Wisconsin football lands Oklahoma transfer WR Zion Kearney
Wisconsin has added a transfer portal commitment from former Oklahoma wide receiver Zion Kearney.
The Wisconsin football program continued to reshape its wide receiver room through the transfer portal by adding an SEC product to the mix.
Former Oklahoma wide receiver Zion Kearney has committed to the Badgers after taking an official visit, giving Wisconsin another former blue-chip prospect to work with as it rebuilds a position group that has undergone significant turnover this offseason. Kearney arrives with two years of eligibility remaining.
Standing at 6-foot-1, 207 pounds, Kearney hails from Fresno (TX.), where he starred at Hightower High School. Coming out of high school, Kearney was a composite four-star recruit in the 2024 class and ranked among the top 100 prospects nationally, holding more than 30 scholarship offers from Power Five programs such as Oklahoma, LSU, Oregon, Tennessee, Texas A&M, Texas Tech, Ole Miss, Nebraska, and Missouri. Oklahoma won that recruitment, betting on his physical profile and long-term upside.
But the production hasn’t matched the recruiting hype yet.
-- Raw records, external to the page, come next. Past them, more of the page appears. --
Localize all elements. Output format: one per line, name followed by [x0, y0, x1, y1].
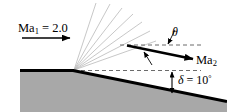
deflection-angle-value: = 10 [184, 73, 209, 87]
fan-line [74, 8, 122, 70]
fan-line [74, 31, 150, 70]
downstream-mach-subscript: 2 [213, 58, 217, 68]
downstream-flow-arrow [127, 46, 193, 60]
expansion-fan-figure: Ma1 = 2.0 Ma2 θ δ = 10° [0, 0, 227, 112]
downstream-mach-text: Ma [196, 53, 213, 67]
expansion-fan [74, 3, 156, 70]
downstream-mach-label: Ma2 [196, 54, 217, 67]
turn-angle-label: θ [172, 26, 178, 38]
upstream-mach-label: Ma1 = 2.0 [18, 22, 68, 35]
turn-angle-leader-line [144, 52, 152, 65]
upstream-mach-text: Ma [18, 21, 35, 35]
deflection-angle-label: δ = 10° [178, 74, 212, 86]
upstream-mach-value: = 2.0 [39, 21, 68, 35]
figure-canvas [0, 0, 227, 112]
degree-sign: ° [208, 74, 211, 83]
As a true freshman in 2024, Kearney appeared in 11 games for the Sooners, playing 247 offensive snaps and finishing with eight receptions for 128 yards and a touchdown. According to Pro Football Focus, Kearney posted a 60.7 overall offensive grade, including a 58.9 mark as a pass catcher and an impressive 72.5 grade as a run blocker — a notable data point given how Wisconsin wants to use receivers in Jeff Grimes’ offense.
His role shrank considerably in 2025.
Kearney appeared in five games as a sophomore, playing just 27 offensive snaps and catching two passes for 31 yards. PFF credited Kearney with a 56.9 overall offensive grade in 2025 and a 60.5 receiving grade in that limited sample. Over his career, Kearney appeared in 15 games, totaling 10 catches for 159 yards and a touchdown across 274 total offensive snaps.
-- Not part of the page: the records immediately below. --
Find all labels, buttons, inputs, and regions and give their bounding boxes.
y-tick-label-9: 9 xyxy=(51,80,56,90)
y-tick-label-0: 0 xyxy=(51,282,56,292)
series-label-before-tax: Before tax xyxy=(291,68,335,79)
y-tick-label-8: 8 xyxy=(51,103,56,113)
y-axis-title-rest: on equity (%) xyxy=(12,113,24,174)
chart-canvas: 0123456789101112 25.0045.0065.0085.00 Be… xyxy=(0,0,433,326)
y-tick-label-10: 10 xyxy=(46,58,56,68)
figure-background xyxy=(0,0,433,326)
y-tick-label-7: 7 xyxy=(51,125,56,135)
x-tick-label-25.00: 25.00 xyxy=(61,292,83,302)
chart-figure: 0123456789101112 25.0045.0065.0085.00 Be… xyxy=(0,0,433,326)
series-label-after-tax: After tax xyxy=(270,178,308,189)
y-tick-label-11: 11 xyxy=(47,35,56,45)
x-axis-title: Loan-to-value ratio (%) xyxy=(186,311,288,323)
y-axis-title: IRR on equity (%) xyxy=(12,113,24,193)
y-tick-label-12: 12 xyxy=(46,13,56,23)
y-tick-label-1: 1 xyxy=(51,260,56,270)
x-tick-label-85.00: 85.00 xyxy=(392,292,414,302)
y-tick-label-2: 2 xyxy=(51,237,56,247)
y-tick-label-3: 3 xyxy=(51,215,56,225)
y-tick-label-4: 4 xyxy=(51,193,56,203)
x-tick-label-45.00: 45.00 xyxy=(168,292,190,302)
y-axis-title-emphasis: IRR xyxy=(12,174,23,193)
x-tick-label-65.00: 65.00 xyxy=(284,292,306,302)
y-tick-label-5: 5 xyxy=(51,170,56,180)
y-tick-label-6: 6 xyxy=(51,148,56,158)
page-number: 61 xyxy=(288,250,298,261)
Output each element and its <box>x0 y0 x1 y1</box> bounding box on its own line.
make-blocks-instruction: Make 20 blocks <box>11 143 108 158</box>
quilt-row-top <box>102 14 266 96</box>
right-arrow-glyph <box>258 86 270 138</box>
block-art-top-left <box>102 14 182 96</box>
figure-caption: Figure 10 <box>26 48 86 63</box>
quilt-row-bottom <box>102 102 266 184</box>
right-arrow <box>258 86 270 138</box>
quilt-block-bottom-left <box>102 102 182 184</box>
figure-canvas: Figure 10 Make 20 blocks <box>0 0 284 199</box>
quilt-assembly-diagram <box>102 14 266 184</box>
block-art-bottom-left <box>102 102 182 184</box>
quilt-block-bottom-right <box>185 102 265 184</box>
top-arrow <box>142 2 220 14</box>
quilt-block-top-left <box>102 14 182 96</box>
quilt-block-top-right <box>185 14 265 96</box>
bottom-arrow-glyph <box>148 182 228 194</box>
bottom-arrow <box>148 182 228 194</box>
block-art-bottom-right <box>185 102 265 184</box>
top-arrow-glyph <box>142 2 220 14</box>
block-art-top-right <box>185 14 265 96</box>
That lack of opportunities helps explain the move.
Oklahoma’s staff underwent some major offensive changes, and Kearney found himself recruited over as the Sooners reshuffled their personnel. Rather than waiting for another reset, he entered the portal looking for a situation where development, opportunity, and fit aligned more clearly.
That’s where Wisconsin comes in.
Kearney becomes the fourth wide receiver Wisconsin has added from the transfer portal this offseason, joining Jaylon Domingeaux (Southeastern Louisiana), Malachi Coleman (Minnesota), and Shamar Rigby (Oklahoma State) to help round out the room. The Badgers also return veterans Chris Brooks Jr. and Tyrell Henry, along with Eugene Hilton Jr., who tested the open market but later withdrew from the transfer portal and opted to stay.
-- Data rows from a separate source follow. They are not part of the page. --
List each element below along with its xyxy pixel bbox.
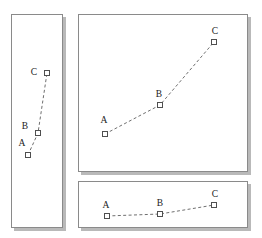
data-point-marker[interactable] <box>105 214 110 219</box>
panel-border-tall <box>12 15 63 228</box>
data-point-marker[interactable] <box>103 132 108 137</box>
data-point-label: A <box>101 115 108 125</box>
panel-large-square[interactable]: ABC <box>79 15 248 172</box>
figure-container: ABC ABC ABC <box>0 0 262 238</box>
data-point-label: C <box>212 189 218 199</box>
data-point-label: A <box>103 200 110 210</box>
data-point-label: B <box>157 198 163 208</box>
data-point-label: A <box>19 138 26 148</box>
data-point-marker[interactable] <box>212 40 217 45</box>
data-point-marker[interactable] <box>36 131 41 136</box>
panel-wide-short[interactable]: ABC <box>79 182 248 228</box>
data-point-marker[interactable] <box>158 103 163 108</box>
data-point-label: C <box>212 26 218 36</box>
data-point-marker[interactable] <box>26 153 31 158</box>
data-point-label: B <box>22 121 28 131</box>
multi-panel-line-chart: ABC ABC ABC <box>0 0 262 238</box>
data-point-marker[interactable] <box>45 71 50 76</box>
data-point-marker[interactable] <box>212 203 217 208</box>
panel-border-large <box>79 15 248 172</box>
data-point-label: C <box>31 67 37 77</box>
data-point-label: B <box>156 89 162 99</box>
panel-tall-narrow[interactable]: ABC <box>12 15 63 228</box>
data-point-marker[interactable] <box>158 212 163 217</box>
In that ecosystem, Kearney doesn’t need to be a finished product — but with this much turnover, opportunities are very much up for grabs.
Under wide receivers coach Jordan Reid, Wisconsin is clearly betting on a combination of size, blocking ability, and athletic upside — traits that can translate at the Big Ten level. Kearney’s willingness and effectiveness as a run blocker could give him a path to earning snaps, while his pedigree and physical tools suggest there may be more to unlock as a pass catcher.
This is a projection play, but a calculated one.
Wisconsin isn’t bringing Kearney in solely because of what he was coming out of high school. They’re bringing him in because the traits still exist, the room has real opportunity, and the staff believes it can coach development forward rather than waiting on it to happen somewhere else.
The fact that Kearney saw the field in a rotational role under head coach Brent Venables as a true freshman at Oklahoma suggests there’s more than enough there to believe he can come in and compete for snaps right away. For a receiver room that needed an influx of talent and upside to promote competition, Kearney fits the offseason theme perfectly: stack skill sets, define roles, and let performance decide who earns the work.